Despite hosting the 2023 Pan American Games and electing a president with a progressive agenda, Chile continues to grapple with entrenched economic inequality.
Like Australia, Chile is facing mounting environmental pressures, such as an escalating water crisis. If the constitution is approved in September it’ll deliver profound changes to the country.
On October 25, Chilean citizens overwhelmingly voted to replace the country’s dictator-era constitution. This is an opportunity to look at the process of drafting basic laws around the world.
After a year of unrest Chileans voted decisively on Oct. 25 to replace their constitution, a relic of the military dictator Pinochet. Civilians, half of them women, will write the new constitution.
On Oct. 25 Chile will decide whether to replace its dictatorship-era constitution with a new one written wholly by the Chilean people. The vote shows how protests can change the course of a nation.

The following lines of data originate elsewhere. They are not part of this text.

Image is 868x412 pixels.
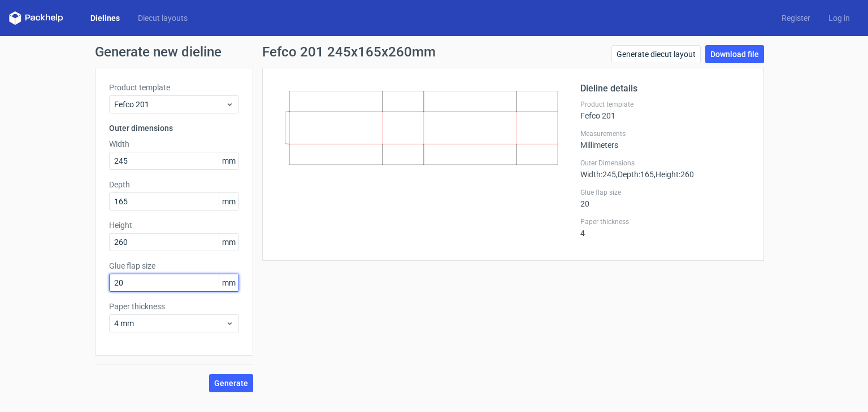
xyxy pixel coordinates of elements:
[109,301,239,313] label: Paper thickness
[580,159,750,168] label: Outer Dimensions
[772,12,819,24] a: Register
[580,217,750,226] label: Paper thickness
[114,99,225,110] span: Fefco 201
[580,129,750,150] div: Millimeters
[654,170,694,179] span: , Height : 260
[219,193,239,210] span: mm
[580,129,750,138] label: Measurements
[109,122,239,134] h3: Outer dimensions
[262,45,436,59] h1: Fefco 201 245x165x260mm
[705,45,764,63] a: Download file
[109,179,239,190] label: Depth
[129,12,197,24] a: Diecut layouts
[819,12,859,24] a: Log in
[109,260,239,272] label: Glue flap size
[109,138,239,150] label: Width
[580,188,750,209] div: 20
[616,170,654,179] span: , Depth : 165
[580,170,616,179] span: Width : 245
[580,100,750,121] div: Fefco 201
[580,188,750,197] label: Glue flap size
[219,234,239,251] span: mm
[580,217,750,238] div: 4
[219,274,239,291] span: mm
[209,374,253,392] button: Generate
[580,82,750,96] h2: Dieline details
[611,45,701,63] a: Generate diecut layout
[81,12,129,24] a: Dielines
[95,45,773,59] h1: Generate new dieline
[114,318,225,329] span: 4 mm
[109,82,239,93] label: Product template
[219,152,239,170] span: mm
[109,219,239,231] label: Height
[580,100,750,109] label: Product template
[214,379,248,387] span: Generate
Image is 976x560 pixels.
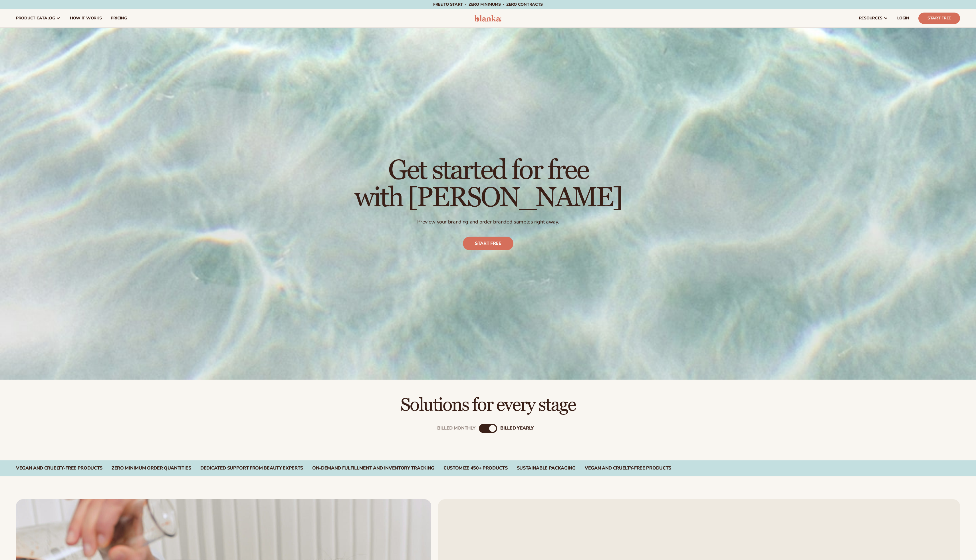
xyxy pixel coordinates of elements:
span: resources [859,16,883,20]
span: How It Works [70,16,102,20]
div: SUSTAINABLE PACKAGING [517,466,576,471]
div: CUSTOMIZE 450+ PRODUCTS [444,466,508,471]
span: pricing [111,16,127,20]
span: product catalog [16,16,55,20]
a: product catalog [11,9,65,27]
div: Vegan and Cruelty-Free Products [16,466,103,471]
span: LOGIN [898,16,910,20]
h1: Get started for free with [PERSON_NAME] [354,157,622,212]
div: Dedicated Support From Beauty Experts [200,466,303,471]
div: VEGAN AND CRUELTY-FREE PRODUCTS [585,466,671,471]
p: Preview your branding and order branded samples right away. [354,219,622,225]
a: pricing [106,9,131,27]
a: Start Free [919,12,960,24]
a: How It Works [65,9,106,27]
div: On-Demand Fulfillment and Inventory Tracking [312,466,434,471]
a: LOGIN [893,9,914,27]
img: logo [474,15,502,21]
a: Start free [463,237,514,251]
div: Zero Minimum Order QuantitieS [112,466,191,471]
span: Free to start · ZERO minimums · ZERO contracts [433,2,543,7]
a: resources [855,9,893,27]
div: Billed Monthly [437,426,475,430]
h2: Solutions for every stage [16,395,960,415]
div: billed Yearly [501,426,534,430]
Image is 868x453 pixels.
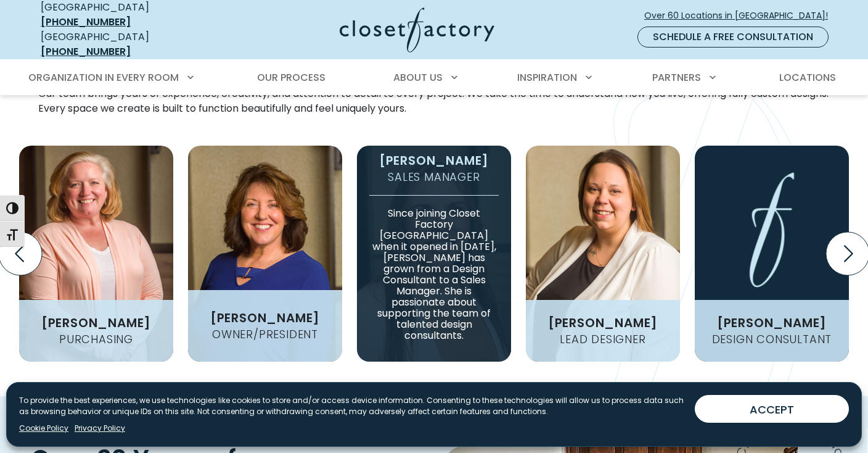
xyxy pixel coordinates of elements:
button: ACCEPT [695,395,849,423]
span: Over 60 Locations in [GEOGRAPHIC_DATA]! [644,9,838,22]
h3: [PERSON_NAME] [712,316,832,329]
img: Closet Factory Pittsburgh Patricia Malinak [19,146,173,362]
h4: Purchasing [54,334,138,345]
p: Since joining Closet Factory [GEOGRAPHIC_DATA] when it opened in [DATE], [PERSON_NAME] has grown ... [369,195,499,341]
img: Closet Factory Pittsburgh Michelle Walters [188,146,342,362]
img: Closet Factory Pittsburgh Meagen Bunner [526,146,680,362]
a: Privacy Policy [74,423,125,434]
span: Inspiration [517,71,577,85]
h3: [PERSON_NAME] [374,154,494,166]
h4: Sales Manager [383,171,484,182]
span: Organization in Every Room [28,71,179,85]
span: About Us [393,71,443,85]
span: Our Process [257,71,325,85]
a: [PHONE_NUMBER] [41,45,131,59]
span: Locations [779,71,836,85]
h4: Lead Designer [555,334,651,345]
h4: Owner/President [207,329,323,340]
p: Our team brings years of experience, creativity, and attention to detail to every project. We tak... [38,86,830,116]
img: Closet Factory Logo [340,7,495,52]
a: Over 60 Locations in [GEOGRAPHIC_DATA]! [644,5,839,27]
a: Schedule a Free Consultation [638,27,829,47]
a: [PHONE_NUMBER] [41,15,131,29]
h3: [PERSON_NAME] [36,316,156,329]
a: Cookie Policy [19,423,69,434]
h4: Design Consultant [708,334,838,345]
img: Cindy Cunningham [695,146,849,362]
nav: Primary Menu [20,60,849,95]
div: [GEOGRAPHIC_DATA] [41,30,219,60]
span: Partners [653,71,701,85]
h3: [PERSON_NAME] [543,316,663,329]
p: To provide the best experiences, we use technologies like cookies to store and/or access device i... [19,395,685,417]
h3: [PERSON_NAME] [205,311,325,324]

Unrest in the US looks familiar to Latin Americans, who are accustomed to resisting undemocratic governments – and to their protest movements being met with violent suppression.
Latin American history shows that sending out troops to quell unrest is a perilous move even in strong democracies. Usually, protesters die. Sometimes, the end result is authoritarianism rule.

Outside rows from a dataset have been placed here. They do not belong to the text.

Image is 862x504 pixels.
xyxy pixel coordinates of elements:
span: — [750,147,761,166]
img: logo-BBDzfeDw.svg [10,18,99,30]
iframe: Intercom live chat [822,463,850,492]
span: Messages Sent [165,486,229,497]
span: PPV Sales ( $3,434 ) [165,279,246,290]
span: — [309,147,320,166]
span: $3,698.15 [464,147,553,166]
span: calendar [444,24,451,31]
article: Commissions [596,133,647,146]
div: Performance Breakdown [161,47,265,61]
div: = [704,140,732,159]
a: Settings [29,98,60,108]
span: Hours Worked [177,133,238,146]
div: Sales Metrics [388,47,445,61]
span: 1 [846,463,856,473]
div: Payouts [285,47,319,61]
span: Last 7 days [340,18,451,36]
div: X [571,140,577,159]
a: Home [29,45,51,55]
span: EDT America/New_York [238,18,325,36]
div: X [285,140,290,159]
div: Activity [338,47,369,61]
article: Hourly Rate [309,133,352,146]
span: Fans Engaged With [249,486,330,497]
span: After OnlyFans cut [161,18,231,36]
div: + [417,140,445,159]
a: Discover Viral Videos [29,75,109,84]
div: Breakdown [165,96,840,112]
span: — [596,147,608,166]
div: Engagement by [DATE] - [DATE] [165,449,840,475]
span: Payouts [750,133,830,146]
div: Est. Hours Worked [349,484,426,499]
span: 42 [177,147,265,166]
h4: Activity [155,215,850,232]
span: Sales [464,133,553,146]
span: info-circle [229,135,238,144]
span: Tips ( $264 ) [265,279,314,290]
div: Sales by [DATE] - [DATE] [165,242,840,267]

A round-the-clock strike of Muslim women in a working-class neighborhood of Delhi is India’s most enduring pocket of resistance to religious discrimination, inequality and gender violence.

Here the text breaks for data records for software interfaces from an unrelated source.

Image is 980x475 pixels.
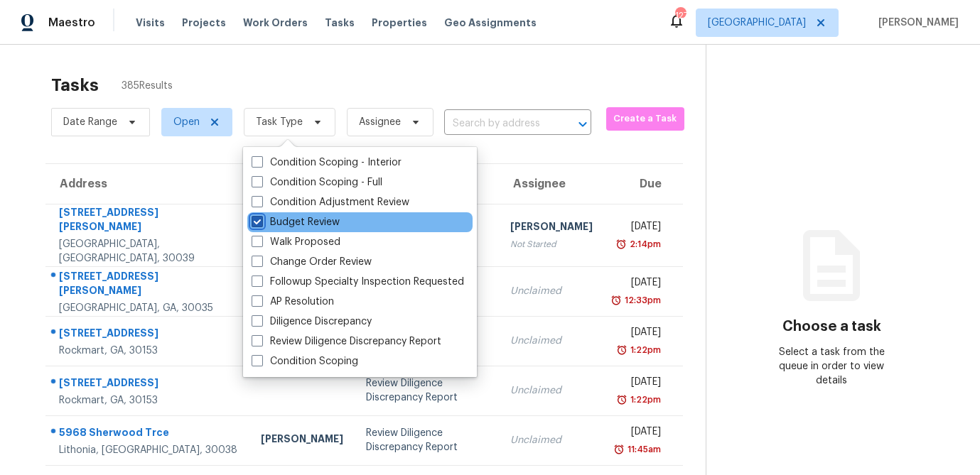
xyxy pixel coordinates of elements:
[243,15,308,30] span: Work Orders
[510,433,592,448] div: Unclaimed
[252,275,464,289] label: Followup Specialty Inspection Requested
[510,384,592,398] div: Unclaimed
[359,115,401,130] span: Assignee
[63,115,117,130] span: Date Range
[59,443,238,458] div: Lithonia, [GEOGRAPHIC_DATA], 30038
[615,325,661,343] div: [DATE]
[610,293,622,308] img: Overdue Alarm Icon
[616,393,627,407] img: Overdue Alarm Icon
[615,237,627,252] img: Overdue Alarm Icon
[615,375,661,393] div: [DATE]
[627,237,661,252] div: 2:14pm
[573,114,592,134] button: Open
[622,293,661,308] div: 12:33pm
[59,237,238,266] div: [GEOGRAPHIC_DATA], [GEOGRAPHIC_DATA], 30039
[615,276,661,293] div: [DATE]
[135,15,164,30] span: Visits
[252,235,341,250] label: Walk Proposed
[444,113,551,135] input: Search by address
[769,345,895,388] div: Select a task from the queue in order to view details
[59,426,238,443] div: 5968 Sherwood Trce
[510,334,592,348] div: Unclaimed
[613,111,677,127] span: Create a Task
[252,255,371,269] label: Change Order Review
[606,107,684,131] button: Create a Task
[261,432,343,450] div: [PERSON_NAME]
[366,376,488,405] div: Review Diligence Discrepancy Report
[510,237,592,252] div: Not Started
[48,15,95,30] span: Maestro
[59,394,238,408] div: Rockmart, GA, 30153
[59,269,238,301] div: [STREET_ADDRESS][PERSON_NAME]
[707,15,806,30] span: [GEOGRAPHIC_DATA]
[182,15,226,30] span: Projects
[510,284,592,298] div: Unclaimed
[616,343,627,357] img: Overdue Alarm Icon
[252,295,334,309] label: AP Resolution
[366,427,488,455] div: Review Diligence Discrepancy Report
[252,335,441,349] label: Review Diligence Discrepancy Report
[122,79,172,93] span: 385 Results
[51,78,99,92] h2: Tasks
[499,164,604,204] th: Assignee
[59,376,238,394] div: [STREET_ADDRESS]
[59,205,238,237] div: [STREET_ADDRESS][PERSON_NAME]
[252,354,358,369] label: Condition Scoping
[59,301,238,315] div: [GEOGRAPHIC_DATA], GA, 30035
[873,15,959,30] span: [PERSON_NAME]
[325,17,354,28] span: Tasks
[252,216,340,229] label: Budget Review
[45,164,250,204] th: Address
[615,425,661,443] div: [DATE]
[252,156,401,170] label: Condition Scoping - Interior
[604,164,683,204] th: Due
[783,319,881,334] h3: Choose a task
[675,9,685,23] div: 127
[252,314,371,329] label: Diligence Discrepancy
[615,220,661,237] div: [DATE]
[625,443,661,457] div: 11:45am
[59,343,238,358] div: Rockmart, GA, 30153
[59,326,238,343] div: [STREET_ADDRESS]
[252,195,409,210] label: Condition Adjustment Review
[627,343,661,357] div: 1:22pm
[173,115,199,130] span: Open
[371,15,427,30] span: Properties
[510,220,592,237] div: [PERSON_NAME]
[444,15,536,30] span: Geo Assignments
[255,115,303,130] span: Task Type
[252,175,382,190] label: Condition Scoping - Full
[613,443,625,457] img: Overdue Alarm Icon
[627,393,661,407] div: 1:22pm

As protests raged across Chile last month, President Piñera repeatedly addressed the nation. Researchers fed his speeches into an AI system to assess the emotions behind his words.
To quell weeks of protest over extreme inequality, Chile’s president has agreed to rewrite the country’s constitution, passed in 1980 under the deadly military regime of Augusto Pinochet.
In the last century, several South American countries faced coups, military dictatorships and social uprisings. Despite economic improvements in recent years, the continent remains mired in unrest.